U.S. Department of Energy

DOE Workshop on Community Modeling and Long-Term Predictions of the Integrated Water Cycle

Focus Areas

  1. Multi-Scale Behaviors of The Water Cycle
  2. Human-Earth System Interactions and Impacts on the Water Cycle
  3. Challenges for Land-Surface/Hydrologic Modeling
  4. Model Testing, Analysis, and Evaluation and Data Needs
  5. Prediction, Analysis, and Uncertainty Quantification of Water Cycle Mean and Extremes
  6. Use-Inspired Water Cycle Research to Meet the Most Pressing Energy and Environmental Challenges

This workshop will provide a forum for the climate, hydrology, and integrated assessment modeling communities to discuss cross-disciplinary modeling approaches in order to identify independent scientific approaches. Doing so could potentially advance the capability to predict regional water-cycle changes that impact the planning and management of energy and water resources in the evolving climate.

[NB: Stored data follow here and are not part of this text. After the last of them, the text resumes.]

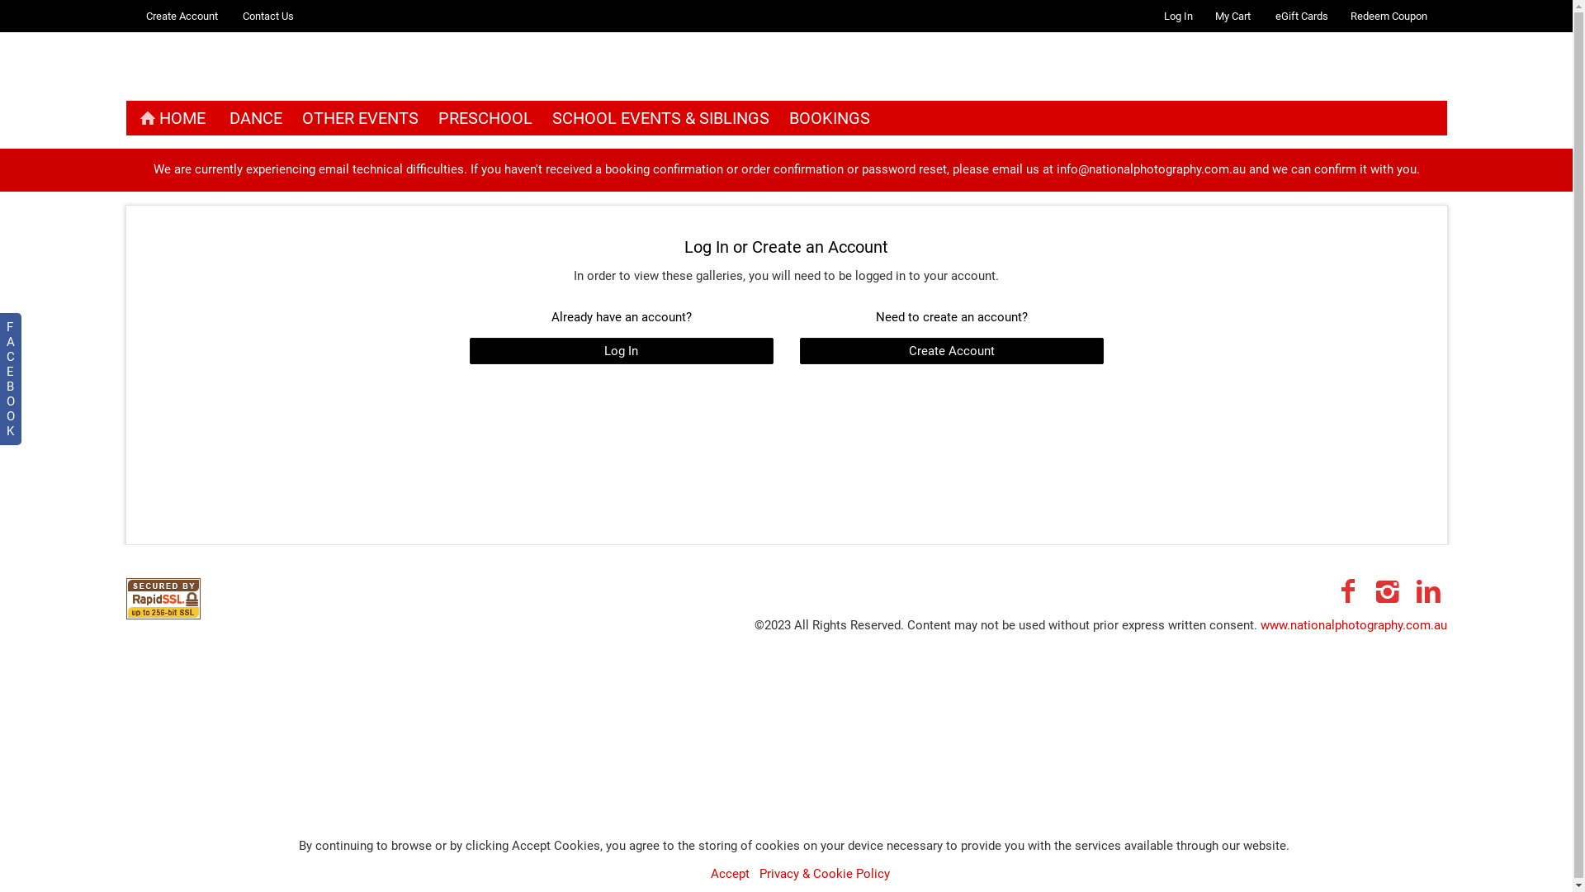 This screenshot has width=1585, height=892. Describe the element at coordinates (1353, 624) in the screenshot. I see `www.nationalphotography.com.au` at that location.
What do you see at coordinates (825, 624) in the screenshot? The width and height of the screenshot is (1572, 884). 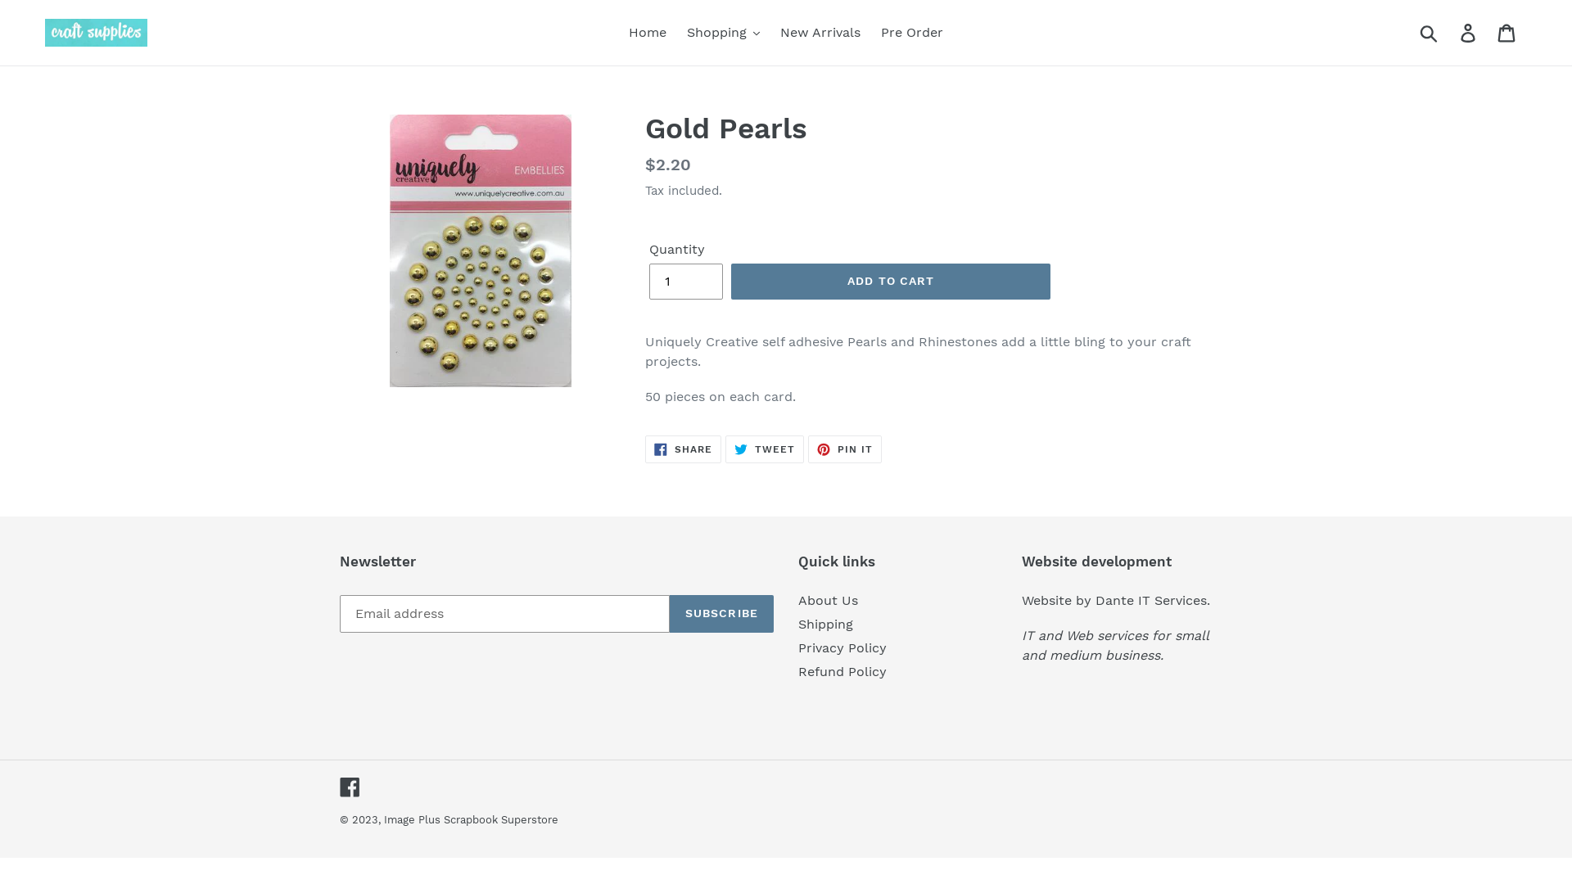 I see `Shipping` at bounding box center [825, 624].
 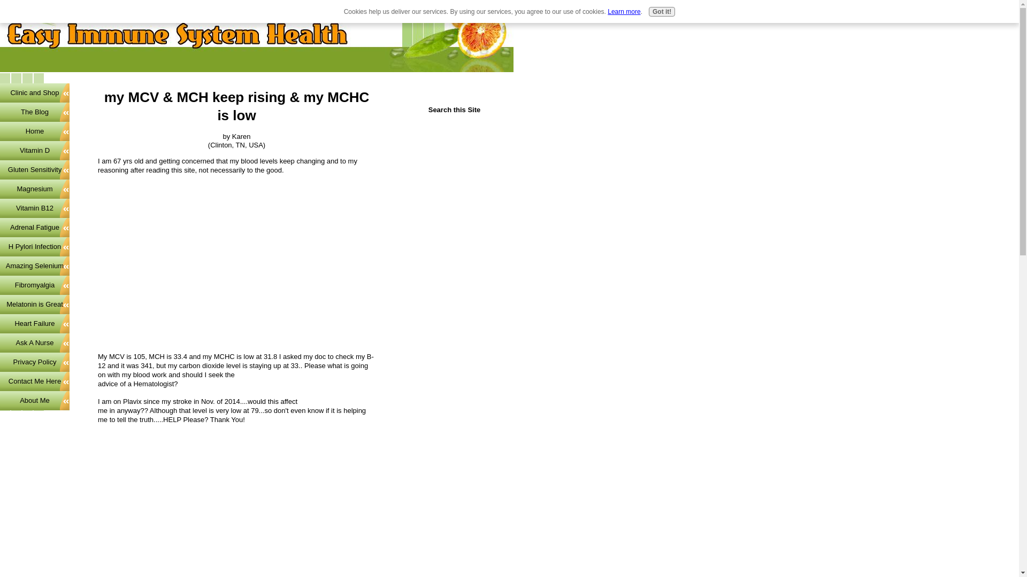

Workshop objectives include reviewing the current state of knowledge, identifying gaps, and discussing approaches that would take advantage of modeling, analysis, and observational capabilities currently adopted by each of the scientific communities. In addition, the workshop will help to develop new integrative modeling capabilities that could significantly advance state-of-the-art regional scale integrated water-cycle prediction.

These objectives are also expected to inform the communities about observational needs that will enhance community modeling capabilities. The workshop will elicit scientific input from the community and identify a set of regional water-cycle science questions and modeling challenges in climate, hydrology, and integrated assessment modeling. Workshop participants will explore the concept, definition, and modeling activities surrounding selected study regions that highlight the approaches to integrative research on modeling the regional water cycle. The workshop will be organized around the six themes linked above.